I wonder how this impacts LVMs, just setup a 2x512GB SSD LVM and plan to add another 500GB SSD to it soon.
But tbh as long as it beats HDD write speeds it’s probably good enough for the most part. Hard to properly test as my most recent large data transfer on it was with game files and many tiny files are always going to be slower.
It affects them just as much, since LVMs still run on the hardware, so anything on hardware layer will affect the LVM too.
First, this is mostly only for write speeds. Read speeds aren’t really affected by this.
So if your 2x512GB are close to full, these will be much slower. If you add a third, that one will be fast. So you’ll still be able to write at about the speed of one drive.
If you balance the load (which, afaik LVM doesn’t proactively do when you add a new drive), you can get your total speed up by a lot.
I wonder how this impacts LVMs, just setup a 2x512GB SSD LVM and plan to add another 500GB SSD to it soon.
But tbh as long as it beats HDD write speeds it’s probably good enough for the most part. Hard to properly test as my most recent large data transfer on it was with game files and many tiny files are always going to be slower.
It affects them just as much, since LVMs still run on the hardware, so anything on hardware layer will affect the LVM too.
First, this is mostly only for write speeds. Read speeds aren’t really affected by this.
So if your 2x512GB are close to full, these will be much slower. If you add a third, that one will be fast. So you’ll still be able to write at about the speed of one drive.
If you balance the load (which, afaik LVM doesn’t proactively do when you add a new drive), you can get your total speed up by a lot.
What about something like LVM cache? Would it be worth setting up an X% empty partition on the drive, just for empty space reasons?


__EXERCISE REQUIREMENTS__.
Below are records to repeat exactly; copy them without the pictures.

Extracts from a graphics dataset
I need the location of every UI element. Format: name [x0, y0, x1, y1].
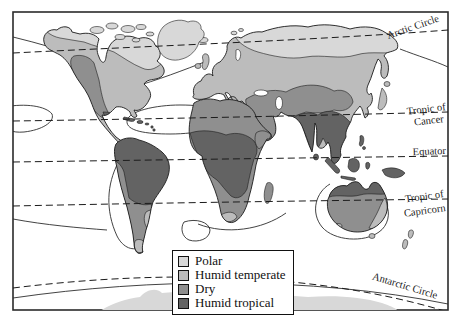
- legend-row-polar: Polar: [178, 254, 288, 268]
- legend-row-humid-temperate: Humid temperate: [178, 268, 288, 282]
- legend-label-humid-tropical: Humid tropical: [195, 296, 274, 310]
- equator-label: Equator: [412, 145, 446, 157]
- legend-row-humid-tropical: Humid tropical: [178, 296, 288, 310]
- polar-swatch-icon: [178, 256, 189, 267]
- sri-lanka: [314, 154, 319, 160]
- humid-temperate-swatch-icon: [178, 270, 189, 281]
- dry-swatch-icon: [178, 284, 189, 295]
- humid-tropical-swatch-icon: [178, 298, 189, 309]
- caspian-sea: [276, 97, 283, 110]
- legend-row-dry: Dry: [178, 282, 288, 296]
- baltic-sea: [236, 49, 241, 60]
- tasmania: [369, 234, 375, 239]
- climate-map: Arctic Circle Tropic of Cancer Equator T…: [0, 0, 455, 324]
- legend-label-dry: Dry: [195, 282, 215, 296]
- map-legend: Polar Humid temperate Dry Humid tropical: [172, 250, 294, 315]
- legend-label-polar: Polar: [195, 254, 222, 268]
- black-sea: [254, 90, 268, 96]
- legend-label-humid-temperate: Humid temperate: [195, 268, 286, 282]
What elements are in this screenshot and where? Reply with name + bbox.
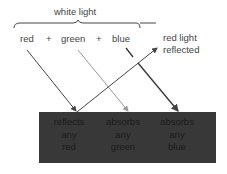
col-text: green xyxy=(95,141,151,154)
blue-label: blue xyxy=(112,33,130,44)
white-light-label: white light xyxy=(54,6,96,17)
surface-column-green: absorbs any green xyxy=(95,116,151,154)
col-text: any xyxy=(149,129,205,142)
col-text: absorbs xyxy=(149,116,205,129)
white-light-brace xyxy=(14,20,156,28)
green-label: green xyxy=(61,33,85,44)
blue-arrow xyxy=(138,63,178,111)
reflected-label: red light reflected xyxy=(163,32,199,56)
blue-arrow-top xyxy=(126,48,133,57)
col-text: absorbs xyxy=(95,116,151,129)
plus-sign: + xyxy=(96,33,102,44)
reflected-arrow xyxy=(77,48,157,112)
col-text: red xyxy=(41,141,97,154)
col-text: blue xyxy=(149,141,205,154)
col-text: reflects xyxy=(41,116,97,129)
col-text: any xyxy=(41,129,97,142)
surface-column-blue: absorbs any blue xyxy=(149,116,205,154)
red-label: red xyxy=(20,33,34,44)
red-surface: reflects any red absorbs any green absor… xyxy=(39,112,216,163)
reflected-line-1: red light xyxy=(163,32,199,44)
green-arrow xyxy=(78,50,128,111)
plus-sign: + xyxy=(46,33,52,44)
reflected-line-2: reflected xyxy=(163,44,199,56)
surface-column-red: reflects any red xyxy=(41,116,97,154)
red-arrow xyxy=(27,50,76,111)
col-text: any xyxy=(95,129,151,142)
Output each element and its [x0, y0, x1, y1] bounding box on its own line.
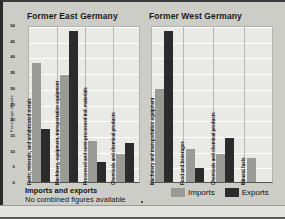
bar-imports	[247, 158, 256, 182]
bar-imports	[32, 63, 41, 182]
bar-imports	[88, 141, 97, 182]
bar-group	[32, 27, 50, 182]
chart-legend: Imports Exports	[171, 188, 269, 197]
x-axis-category-label: Chemicals and chemical products	[211, 112, 216, 185]
x-axis-category-label: Fuels, minerals, and unfabricated metals	[27, 98, 32, 185]
bar-group	[186, 27, 204, 182]
figure-caption: Imports and exports No combined figures …	[25, 186, 125, 204]
y-axis-tick-label: 5	[3, 165, 15, 169]
bar-group	[155, 27, 173, 182]
y-axis-tick-label: 30	[3, 87, 15, 91]
legend-label-exports: Exports	[242, 188, 269, 197]
y-axis-tick-label: 0	[3, 181, 15, 185]
bar-imports	[216, 154, 225, 182]
x-axis-category-label: Processed and semi-processed ind. materi…	[83, 87, 88, 185]
bar-group	[216, 27, 234, 182]
chart-figure: Former East Germany Former West Germany …	[0, 0, 285, 205]
bar-imports	[155, 89, 164, 182]
bar-exports	[195, 168, 204, 182]
bar-group	[88, 27, 106, 182]
bar-exports	[125, 143, 134, 182]
chart-title-east: Former East Germany	[27, 11, 118, 21]
legend-item-imports: Imports	[171, 188, 215, 197]
y-axis-tick-label: 10	[3, 150, 15, 154]
y-axis-tick-label: 15	[3, 134, 15, 138]
x-axis-category-label: Mineral fuels	[241, 158, 246, 185]
bar-group	[247, 27, 256, 182]
y-axis-tick-label: 25	[3, 103, 15, 107]
bar-group	[116, 27, 134, 182]
y-axis-tick-label: 20	[3, 118, 15, 122]
y-axis-tick-label: 45	[3, 40, 15, 44]
x-axis-category-label: Food and beverages	[180, 141, 185, 185]
plot-area-east: Fuels, minerals, and unfabricated metals…	[28, 26, 140, 183]
legend-label-imports: Imports	[188, 188, 215, 197]
bar-exports	[97, 162, 106, 182]
bar-exports	[69, 31, 78, 182]
x-axis-category-label: Machinery and transportation equipment	[150, 98, 155, 185]
bar-group	[60, 27, 78, 182]
bar-imports	[60, 75, 69, 182]
legend-item-exports: Exports	[225, 188, 269, 197]
bar-exports	[225, 138, 234, 182]
bottom-strip	[0, 205, 285, 219]
plot-area-west: Machinery and transportation equipmentFo…	[151, 26, 273, 183]
x-axis-category-label: Chemicals and chemical products	[111, 112, 116, 185]
bar-exports	[41, 129, 50, 182]
bar-exports	[164, 31, 173, 182]
y-axis-title: Percentage of trade	[9, 95, 14, 132]
caption-note: No combined figures available	[25, 195, 125, 204]
legend-swatch-imports	[171, 188, 185, 197]
decorative-dot	[141, 201, 143, 203]
bar-imports	[116, 154, 125, 182]
x-axis-category-label: Machinery, equipment, transportation equ…	[55, 81, 60, 185]
chart-title-west: Former West Germany	[149, 11, 242, 21]
legend-swatch-exports	[225, 188, 239, 197]
y-axis-tick-label: 40	[3, 55, 15, 59]
bar-imports	[186, 149, 195, 182]
y-axis-tick-label: 50	[3, 24, 15, 28]
y-axis-tick-label: 35	[3, 71, 15, 75]
caption-title: Imports and exports	[25, 186, 125, 195]
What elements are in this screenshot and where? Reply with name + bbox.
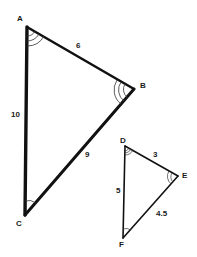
side-label-ab: 6 bbox=[76, 42, 80, 50]
vertex-label-c: C bbox=[16, 220, 22, 228]
vertex-label-b: B bbox=[140, 82, 146, 90]
side-label-ef: 4.5 bbox=[156, 210, 167, 218]
similar-triangles-diagram bbox=[0, 0, 197, 257]
vertex-label-f: F bbox=[119, 241, 124, 249]
side-label-df: 5 bbox=[116, 187, 120, 195]
side-ef bbox=[123, 176, 178, 238]
vertex-label-d: D bbox=[120, 137, 126, 145]
side-label-bc: 9 bbox=[85, 151, 89, 159]
side-label-de: 3 bbox=[153, 151, 157, 159]
side-bc bbox=[25, 89, 134, 215]
vertex-label-e: E bbox=[182, 172, 187, 180]
side-ab bbox=[27, 27, 134, 89]
side-label-ac: 10 bbox=[11, 111, 20, 119]
side-ac bbox=[25, 27, 27, 215]
triangle-def bbox=[123, 146, 178, 238]
vertex-label-a: A bbox=[17, 15, 23, 23]
side-df bbox=[123, 146, 125, 238]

__ANSWER TO THE PROBLEM__.
I need the location of every UI element. Format: name [x0, y0, x1, y1].
- legend-row-polar: Polar: [178, 254, 288, 268]
- legend-row-humid-temperate: Humid temperate: [178, 268, 288, 282]
- legend-label-humid-tropical: Humid tropical: [195, 296, 274, 310]
- equator-label: Equator: [412, 145, 446, 157]
- legend-row-humid-tropical: Humid tropical: [178, 296, 288, 310]
- polar-swatch-icon: [178, 256, 189, 267]
- sri-lanka: [314, 154, 319, 160]
- humid-temperate-swatch-icon: [178, 270, 189, 281]
- dry-swatch-icon: [178, 284, 189, 295]
- humid-tropical-swatch-icon: [178, 298, 189, 309]
- caspian-sea: [276, 97, 283, 110]
- legend-row-dry: Dry: [178, 282, 288, 296]
- baltic-sea: [236, 49, 241, 60]
- tasmania: [369, 234, 375, 239]
- climate-map: Arctic Circle Tropic of Cancer Equator T…: [0, 0, 455, 324]
- legend-label-dry: Dry: [195, 282, 215, 296]
- map-legend: Polar Humid temperate Dry Humid tropical: [172, 250, 294, 315]
- legend-label-polar: Polar: [195, 254, 222, 268]
- black-sea: [254, 90, 268, 96]
- legend-label-humid-temperate: Humid temperate: [195, 268, 286, 282]
What elements are in this screenshot and where? Reply with name + bbox.
col-text: green xyxy=(95,141,151,154)
blue-label: blue xyxy=(112,33,130,44)
white-light-label: white light xyxy=(54,6,96,17)
surface-column-green: absorbs any green xyxy=(95,116,151,154)
col-text: any xyxy=(149,129,205,142)
col-text: absorbs xyxy=(149,116,205,129)
white-light-brace xyxy=(14,20,156,28)
green-label: green xyxy=(61,33,85,44)
blue-arrow xyxy=(138,63,178,111)
reflected-label: red light reflected xyxy=(163,32,199,56)
blue-arrow-top xyxy=(126,48,133,57)
col-text: absorbs xyxy=(95,116,151,129)
plus-sign: + xyxy=(96,33,102,44)
reflected-arrow xyxy=(77,48,157,112)
col-text: red xyxy=(41,141,97,154)
col-text: blue xyxy=(149,141,205,154)
col-text: reflects xyxy=(41,116,97,129)
col-text: any xyxy=(41,129,97,142)
surface-column-blue: absorbs any blue xyxy=(149,116,205,154)
red-label: red xyxy=(20,33,34,44)
red-surface: reflects any red absorbs any green absor… xyxy=(39,112,216,163)
reflected-line-1: red light xyxy=(163,32,199,44)
green-arrow xyxy=(78,50,128,111)
plus-sign: + xyxy=(46,33,52,44)
reflected-line-2: reflected xyxy=(163,44,199,56)
surface-column-red: reflects any red xyxy=(41,116,97,154)
red-arrow xyxy=(27,50,76,111)
col-text: any xyxy=(95,129,151,142)
Output each element and its [x0, y0, x1, y1] bounding box on its own line.
bar-imports	[247, 158, 256, 182]
bar-imports	[32, 63, 41, 182]
bar-imports	[88, 141, 97, 182]
bar-group	[32, 27, 50, 182]
chart-legend: Imports Exports	[171, 188, 269, 197]
x-axis-category-label: Chemicals and chemical products	[211, 112, 216, 185]
x-axis-category-label: Fuels, minerals, and unfabricated metals	[27, 98, 32, 185]
bar-group	[186, 27, 204, 182]
figure-caption: Imports and exports No combined figures …	[25, 186, 125, 204]
y-axis-tick-label: 5	[3, 165, 15, 169]
bar-group	[155, 27, 173, 182]
y-axis-tick-label: 30	[3, 87, 15, 91]
legend-label-exports: Exports	[242, 188, 269, 197]
y-axis-tick-label: 0	[3, 181, 15, 185]
bar-imports	[216, 154, 225, 182]
x-axis-category-label: Processed and semi-processed ind. materi…	[83, 87, 88, 185]
bar-group	[216, 27, 234, 182]
chart-figure: Former East Germany Former West Germany …	[0, 0, 285, 205]
bar-imports	[155, 89, 164, 182]
bar-exports	[195, 168, 204, 182]
bar-group	[88, 27, 106, 182]
bar-exports	[125, 143, 134, 182]
chart-title-east: Former East Germany	[27, 11, 118, 21]
legend-item-imports: Imports	[171, 188, 215, 197]
y-axis-tick-label: 10	[3, 150, 15, 154]
y-axis-tick-label: 15	[3, 134, 15, 138]
x-axis-category-label: Mineral fuels	[241, 158, 246, 185]
bar-group	[247, 27, 256, 182]
y-axis-tick-label: 25	[3, 103, 15, 107]
bar-group	[116, 27, 134, 182]
y-axis-tick-label: 20	[3, 118, 15, 122]
y-axis-tick-label: 45	[3, 40, 15, 44]
x-axis-category-label: Food and beverages	[180, 141, 185, 185]
plot-area-east: Fuels, minerals, and unfabricated metals…	[28, 26, 140, 183]
legend-label-imports: Imports	[188, 188, 215, 197]
bar-exports	[97, 162, 106, 182]
bar-exports	[69, 31, 78, 182]
x-axis-category-label: Machinery and transportation equipment	[150, 98, 155, 185]
bar-group	[60, 27, 78, 182]
bar-imports	[60, 75, 69, 182]
legend-item-exports: Exports	[225, 188, 269, 197]
bar-exports	[225, 138, 234, 182]
bottom-strip	[0, 205, 285, 219]
plot-area-west: Machinery and transportation equipmentFo…	[151, 26, 273, 183]
x-axis-category-label: Chemicals and chemical products	[111, 112, 116, 185]
bar-exports	[41, 129, 50, 182]
bar-exports	[164, 31, 173, 182]
y-axis-title: Percentage of trade	[9, 95, 14, 132]
caption-note: No combined figures available	[25, 195, 125, 204]
legend-swatch-imports	[171, 188, 185, 197]
decorative-dot	[141, 201, 143, 203]
bar-imports	[116, 154, 125, 182]
x-axis-category-label: Machinery, equipment, transportation equ…	[55, 81, 60, 185]
chart-title-west: Former West Germany	[149, 11, 242, 21]
legend-swatch-exports	[225, 188, 239, 197]
y-axis-tick-label: 40	[3, 55, 15, 59]
bar-imports	[186, 149, 195, 182]
y-axis-tick-label: 50	[3, 24, 15, 28]
y-axis-tick-label: 35	[3, 71, 15, 75]
caption-title: Imports and exports	[25, 186, 125, 195]
What elements are in this screenshot and where? Reply with name + bbox.
side-label-ab: 6 bbox=[76, 42, 80, 50]
vertex-label-c: C bbox=[16, 220, 22, 228]
vertex-label-b: B bbox=[140, 82, 146, 90]
side-label-ef: 4.5 bbox=[156, 210, 167, 218]
similar-triangles-diagram bbox=[0, 0, 197, 257]
vertex-label-f: F bbox=[119, 241, 124, 249]
side-label-df: 5 bbox=[116, 187, 120, 195]
side-ef bbox=[123, 176, 178, 238]
vertex-label-d: D bbox=[120, 137, 126, 145]
side-label-bc: 9 bbox=[85, 151, 89, 159]
side-label-de: 3 bbox=[153, 151, 157, 159]
side-bc bbox=[25, 89, 134, 215]
vertex-label-e: E bbox=[182, 172, 187, 180]
side-ab bbox=[27, 27, 134, 89]
side-label-ac: 10 bbox=[11, 111, 20, 119]
side-ac bbox=[25, 27, 27, 215]
triangle-def bbox=[123, 146, 178, 238]
vertex-label-a: A bbox=[17, 15, 23, 23]
side-df bbox=[123, 146, 125, 238]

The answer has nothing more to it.